Մատչելիության հղումներ

Opposition Bloc Cautious On Karabakh Peace Plan


Armenia - Levon Zurabian, a leading member of the opposition Armenian National Congress, at a news conference, 24Jun2011.
Armenia - Levon Zurabian, a leading member of the opposition Armenian National Congress, at a news conference, 24Jun2011.

The opposition Armenian National Congress (HAK) said on Friday that it is reserving judgment on the existing international plan to end the Nagorno-Karabakh conflict until its complete disclosure and evaluation by the Karabakh Armenian leadership.


“We can never draw a conclusion without having a copy of the document. Every word, every comma, every phrase can be decisive in the document’s evaluation,” HAK coordinator Levon Zurabian said, commenting on the basic principles of a Karabakh settlement discussed by the Armenian and Azerbaijani presidents.

“Also, for us, any document can be acceptable only after it becomes acceptable to the people and the government of Nagorno-Karabakh,” Zurabian told a news conference.

The peace proposals envisage a gradual resolution of the Karabakh conflict that would start with Armenian withdrawal from districts in Azerbaijan proper that surround the disputed territory. Karabakh’s final status, the main sticking point, would be resolved in a future referendum.

Armenia’s two other leading opposition forces, the Dashnaktsutyun and Zharangutyun parties, have rejected this peace formula as unacceptable and warned President Serzh Sarkisian against accepting it.

By contrast, the HAK and its top leader, former President Levon Ter-Petrosian, have been far more cautious in assessing the basic principles. In a newspaper interview published on Thursday, Ter-Petrosian pointed out that they are similar to a settlement which he unsuccessfully advocated during the final months of his 1991-1998 presidency.

HAK representatives have criticized some of Sarkisian’s Karabakh-related statements made at the Council of Europe’s Parliamentary Assembly (PACE) earlier this week. In particular, the president said that Armenia does not formally recognize Karabakh as an independent state because it supports the principle of territorial integrity. He also said that in case of renewed fighting in Karabakh Azerbaijan will have an “advantage” because it has long been preparing its population for war.

“I would like to believe that this was a slip of the tongue because otherwise it would mean that the president of Armenia talks on this issue from the same position as Azerbaijan’s president does,” said Zurabian. “I think that this was a slip of the tongue on his part.”

“That just needs to be quickly rectified,” he added.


## WORK TO COMPLETE
From the entries below, copy out all lines holding "Renter".

## THE RECORDS
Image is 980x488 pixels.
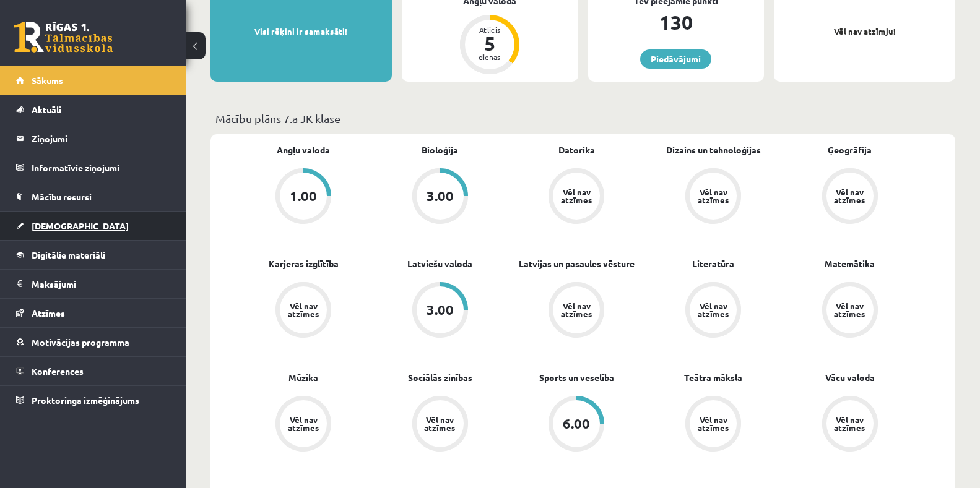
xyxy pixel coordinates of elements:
span: [DEMOGRAPHIC_DATA] [31,220,129,232]
div: Vēl nav atzīmes [696,416,731,432]
legend: Ziņojumi [31,125,170,153]
a: Mūzika [289,371,318,384]
div: Vēl nav atzīmes [832,188,867,204]
a: Literatūra [692,257,734,271]
div: 130 [588,7,765,37]
a: Latviešu valoda [407,257,473,271]
span: Atzīmes [31,308,65,318]
legend: Maksājumi [31,270,170,298]
a: Vēl nav atzīmes [781,396,918,454]
a: Piedāvājumi [640,49,711,68]
a: Informatīvie ziņojumi [16,153,170,182]
a: 6.00 [508,396,645,454]
div: Vēl nav atzīmes [832,416,867,432]
a: Vācu valoda [825,371,875,384]
p: Vēl nav atzīmju! [780,26,949,38]
div: 3.00 [426,190,454,203]
a: 1.00 [235,168,372,227]
a: Vēl nav atzīmes [508,168,645,227]
div: Vēl nav atzīmes [559,302,594,318]
div: Atlicis [471,26,508,33]
p: Mācību plāns 7.a JK klase [215,110,950,127]
a: Vēl nav atzīmes [235,282,372,341]
a: Konferences [16,357,170,385]
a: Teātra māksla [684,371,742,384]
div: Vēl nav atzīmes [559,188,594,204]
span: Konferences [31,365,83,377]
a: Ziņojumi [16,125,170,153]
a: Vēl nav atzīmes [508,282,645,341]
p: Visi rēķini ir samaksāti! [217,26,386,38]
div: Vēl nav atzīmes [832,302,867,318]
a: Atzīmes [16,298,170,327]
a: 3.00 [372,168,509,227]
div: Vēl nav atzīmes [286,416,321,432]
a: Vēl nav atzīmes [781,168,918,227]
div: 1.00 [289,190,317,203]
a: Karjeras izglītība [269,257,339,271]
a: Matemātika [825,257,875,271]
a: Maksājumi [16,270,170,298]
div: Vēl nav atzīmes [423,416,458,432]
a: Motivācijas programma [16,328,170,356]
a: Dizains un tehnoloģijas [666,143,760,157]
a: Sociālās zinības [408,371,473,384]
a: Datorika [558,143,595,157]
a: Latvijas un pasaules vēsture [519,257,634,271]
span: Digitālie materiāli [31,249,105,261]
div: 5 [471,33,508,53]
span: Sākums [31,75,63,86]
a: Sākums [16,66,170,95]
div: Vēl nav atzīmes [696,188,731,204]
a: Vēl nav atzīmes [372,396,509,454]
div: Vēl nav atzīmes [696,302,731,318]
a: Vēl nav atzīmes [645,168,782,227]
div: 6.00 [562,417,590,430]
span: Aktuāli [31,104,61,115]
span: Motivācijas programma [31,336,130,348]
a: Sports un veselība [539,371,614,384]
div: 3.00 [426,303,454,317]
a: Bioloģija [421,143,458,157]
a: [DEMOGRAPHIC_DATA] [16,212,170,240]
a: Ģeogrāfija [827,143,872,157]
a: Vēl nav atzīmes [645,396,782,454]
a: Angļu valoda [277,143,330,157]
span: Mācību resursi [31,191,92,202]
a: Vēl nav atzīmes [235,396,372,454]
legend: Informatīvie ziņojumi [31,153,170,182]
a: Proktoringa izmēģinājums [16,386,170,415]
a: Digitālie materiāli [16,241,170,269]
div: dienas [471,53,508,61]
div: Vēl nav atzīmes [286,302,321,318]
a: 3.00 [372,282,509,341]
span: Proktoringa izmēģinājums [31,395,139,406]
a: Aktuāli [16,95,170,124]
a: Mācību resursi [16,182,170,211]
a: Vēl nav atzīmes [645,282,782,341]
a: Rīgas 1. Tālmācības vidusskola [14,21,113,53]
a: Vēl nav atzīmes [781,282,918,341]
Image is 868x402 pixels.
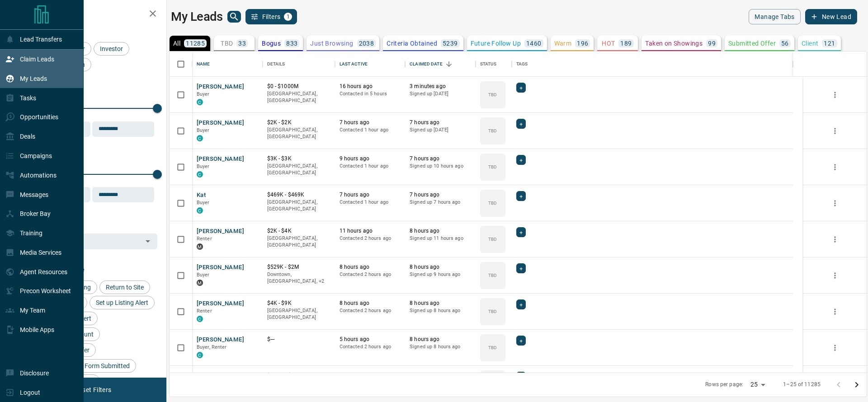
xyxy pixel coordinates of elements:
div: Status [480,52,497,76]
p: 8 hours ago [410,227,471,235]
p: $2K - $4K [267,227,330,235]
div: Status [476,52,512,76]
p: 56 [781,40,789,47]
p: TBD [488,272,497,279]
p: Contacted 2 hours ago [340,271,401,278]
p: 196 [577,40,588,47]
button: Kat [197,191,205,200]
div: + [516,227,526,237]
div: Set up Listing Alert [89,296,155,309]
p: 1460 [527,40,541,47]
p: Signed up 9 hours ago [410,271,471,278]
p: 7 hours ago [410,191,471,199]
button: [PERSON_NAME] [197,155,244,164]
div: condos.ca [197,99,203,105]
span: + [519,264,523,273]
span: + [519,300,523,309]
p: Contacted in 5 hours [340,90,401,98]
p: 7 hours ago [340,191,401,199]
p: [GEOGRAPHIC_DATA], [GEOGRAPHIC_DATA] [267,235,330,249]
p: $469K - $469K [267,191,330,199]
p: 121 [824,40,835,47]
p: 11285 [186,40,204,47]
p: Bogus [261,40,281,47]
span: Return to Site [102,283,147,291]
span: + [519,373,523,381]
div: Claimed Date [410,52,443,76]
p: Contacted 1 hour ago [340,199,401,206]
button: [PERSON_NAME] [197,300,244,308]
div: + [516,155,526,165]
p: All [173,40,180,47]
p: Contacted 2 hours ago [340,343,401,350]
p: Signed up 7 hours ago [410,199,471,206]
p: Submitted Offer [728,40,776,47]
p: Taken on Showings [645,40,702,47]
div: + [516,372,526,382]
div: Name [192,52,262,76]
p: Client [802,40,818,47]
span: Buyer [197,200,210,205]
button: Manage Tabs [748,9,800,25]
p: TBD [488,91,497,98]
span: Renter [197,235,212,242]
span: + [519,227,523,236]
p: $--- [267,336,330,343]
p: TBD [488,127,497,134]
p: 5239 [443,40,457,47]
span: Renter [197,308,212,314]
div: 25 [746,378,769,391]
div: condos.ca [197,207,203,213]
p: Just Browsing [310,40,353,47]
div: Investor [94,42,129,55]
p: $610K - $2M [267,372,330,379]
p: 2038 [359,40,375,47]
p: Criteria Obtained [387,40,437,47]
button: search button [227,11,241,23]
p: TBD [488,164,497,170]
p: 8 hours ago [340,263,401,271]
p: [GEOGRAPHIC_DATA], [GEOGRAPHIC_DATA] [267,90,330,104]
button: Open [142,235,154,247]
div: Details [267,52,285,76]
p: $3K - $3K [267,155,330,163]
p: $529K - $2M [267,263,330,271]
div: Last Active [335,52,405,76]
p: HOT [602,40,615,47]
p: $4K - $9K [267,300,330,307]
p: [GEOGRAPHIC_DATA], [GEOGRAPHIC_DATA] [267,126,330,141]
button: [PERSON_NAME] [197,336,244,344]
div: mrloft.ca [197,244,203,250]
button: [PERSON_NAME] [197,83,244,91]
p: [GEOGRAPHIC_DATA], [GEOGRAPHIC_DATA] [267,199,330,212]
button: Sort [443,58,456,71]
p: 11 hours ago [340,227,401,235]
div: condos.ca [197,352,203,358]
p: TBD [488,200,497,206]
p: Signed up [DATE] [410,126,471,133]
p: Warm [554,40,572,47]
div: + [516,263,526,273]
p: 833 [286,40,297,47]
div: Tags [512,52,793,76]
p: 3 minutes ago [410,83,471,90]
div: Claimed Date [405,52,476,76]
span: Set up Listing Alert [93,299,152,306]
span: + [519,120,523,128]
p: Signed up [DATE] [410,90,471,98]
h1: My Leads [171,9,223,24]
p: 1–25 of 11285 [783,381,820,388]
button: more [828,233,841,247]
p: 14 hours ago [340,372,401,379]
button: more [828,269,841,282]
span: Buyer, Renter [197,344,227,350]
p: Future Follow Up [470,40,521,47]
p: 99 [708,40,715,47]
p: Contacted 2 hours ago [340,307,401,315]
button: New Lead [805,9,857,25]
div: + [516,300,526,309]
p: 7 hours ago [340,119,401,126]
p: Signed up 8 hours ago [410,307,471,315]
p: TBD [488,344,497,351]
p: 8 hours ago [410,336,471,343]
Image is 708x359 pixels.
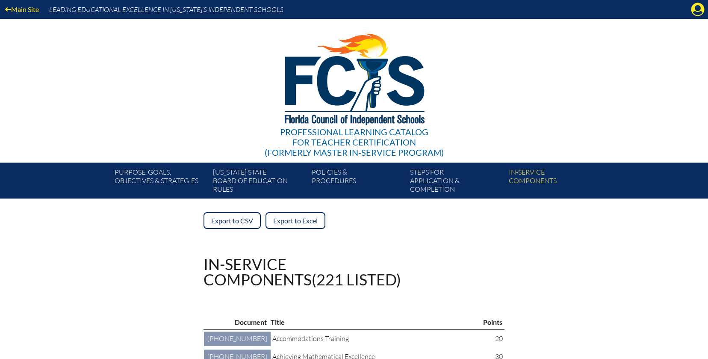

## WRITTEN RESPONSE
span: Renter [197,235,212,242]
span: Renter [197,308,212,314]
span: Buyer, Renter [197,344,227,350]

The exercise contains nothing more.